I don’t think it’s true that using socioeconomic status as a substitute for race-based AA will achieve similar diversity, at least among selective colleges and universities. Within every economic tier, the general rank-order of academic accomplishment is always the same, with asians on top and blacks at the bottom. See, for example, this article in The Journal of Blacks in Higher Education:
"But there is a major flaw in the thesis that income differences explain the racial gap. Consider these three observable facts from The College Board’s 2005 data on the SAT:
• Whites from families with incomes of less than $10,000 had a mean SAT score of 993. This is 129 points higher than the national mean for all blacks.
• Whites from families with incomes below $10,000 had a mean SAT test score that was 61 points higher than blacks whose families had incomes of between $80,000 and $100,000.
• Blacks from families with incomes of more than $100,000 had a mean SAT score that was 85 points below the mean score for whites from all income levels, 139 points below the mean score of whites from families at the same income level, and 10 points below the average score of white students from families whose income was less than $10,000."
So if you try to substitute SES for race-based AA, you get more diverse SES but you get far fewer blacks because at each tier there will be far more asians and whites with similar backgrounds but better scores. Note in the JBHE article that this difference is so profound that children from relatively wealthy black families underperform poverty-stricken whites on standardized tests.
When I was on an admission committee (med school; not university, but same idea), we saw this dilemma every day. I came to the conclusion that race-based AA absolutely must be preserved if we want reasonable representation for black students in selective colleges and universities. I was deeply disappointed with the decision of SCOTUS, and I suspect few individuals not intimately familiar with what selection committees face understand how difficult it is to get proportionate race-based representation using anything but race as a criterion.
It’s easy to say standardized scores don’t mean much, but nobody in academia really believes that. For any given student? Sure. For the broad average, it’s simply not true, especially for any quantified pursuit such as STEMs.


WHAT THE EXERCISE ASKS: The answer is an exact repeat of the entries below, with the pictures omitted.

SOURCE MATERIAL:
● ● ● ● ● ● ●

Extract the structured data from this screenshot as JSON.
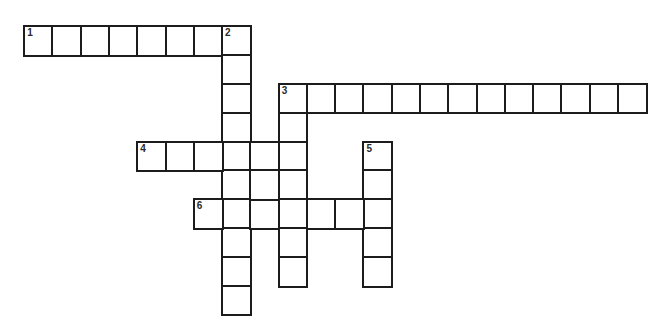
{
  "puzzle": {
    "type": "crossword",
    "rows": 10,
    "cols": 22
  },
  "clues": [
    {
      "number": "1",
      "direction": "across",
      "row": 0,
      "col": 0,
      "length": 8
    },
    {
      "number": "2",
      "direction": "down",
      "row": 0,
      "col": 7,
      "length": 10
    },
    {
      "number": "3",
      "direction": "across",
      "row": 2,
      "col": 9,
      "length": 13
    },
    {
      "number": "3",
      "direction": "down",
      "row": 2,
      "col": 9,
      "length": 7
    },
    {
      "number": "4",
      "direction": "across",
      "row": 4,
      "col": 4,
      "length": 6
    },
    {
      "number": "5",
      "direction": "down",
      "row": 4,
      "col": 12,
      "length": 5
    },
    {
      "number": "6",
      "direction": "across",
      "row": 6,
      "col": 6,
      "length": 7
    }
  ],
  "extra_cells": [
    {
      "row": 5,
      "col": 8
    }
  ],
  "numbers": [
    {
      "label": "1",
      "row": 0,
      "col": 0
    },
    {
      "label": "2",
      "row": 0,
      "col": 7
    },
    {
      "label": "3",
      "row": 2,
      "col": 9
    },
    {
      "label": "4",
      "row": 4,
      "col": 4
    },
    {
      "label": "5",
      "row": 4,
      "col": 12
    },
    {
      "label": "6",
      "row": 6,
      "col": 6
    }
  ]
}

● ● ● ● ● ● ●

ANSWER BOX:
Extract the structured data from this screenshot as JSON.
{
  "puzzle": {
    "type": "crossword",
    "rows": 10,
    "cols": 22
  },
  "clues": [
    {
      "number": "1",
      "direction": "across",
      "row": 0,
      "col": 0,
      "length": 8
    },
    {
      "number": "2",
      "direction": "down",
      "row": 0,
      "col": 7,
      "length": 10
    },
    {
      "number": "3",
      "direction": "across",
      "row": 2,
      "col": 9,
      "length": 13
    },
    {
      "number": "3",
      "direction": "down",
      "row": 2,
      "col": 9,
      "length": 7
    },
    {
      "number": "4",
      "direction": "across",
      "row": 4,
      "col": 4,
      "length": 6
    },
    {
      "number": "5",
      "direction": "down",
      "row": 4,
      "col": 12,
      "length": 5
    },
    {
      "number": "6",
      "direction": "across",
      "row": 6,
      "col": 6,
      "length": 7
    }
  ],
  "extra_cells": [
    {
      "row": 5,
      "col": 8
    }
  ],
  "numbers": [
    {
      "label": "1",
      "row": 0,
      "col": 0
    },
    {
      "label": "2",
      "row": 0,
      "col": 7
    },
    {
      "label": "3",
      "row": 2,
      "col": 9
    },
    {
      "label": "4",
      "row": 4,
      "col": 4
    },
    {
      "label": "5",
      "row": 4,
      "col": 12
    },
    {
      "label": "6",
      "row": 6,
      "col": 6
    }
  ]
}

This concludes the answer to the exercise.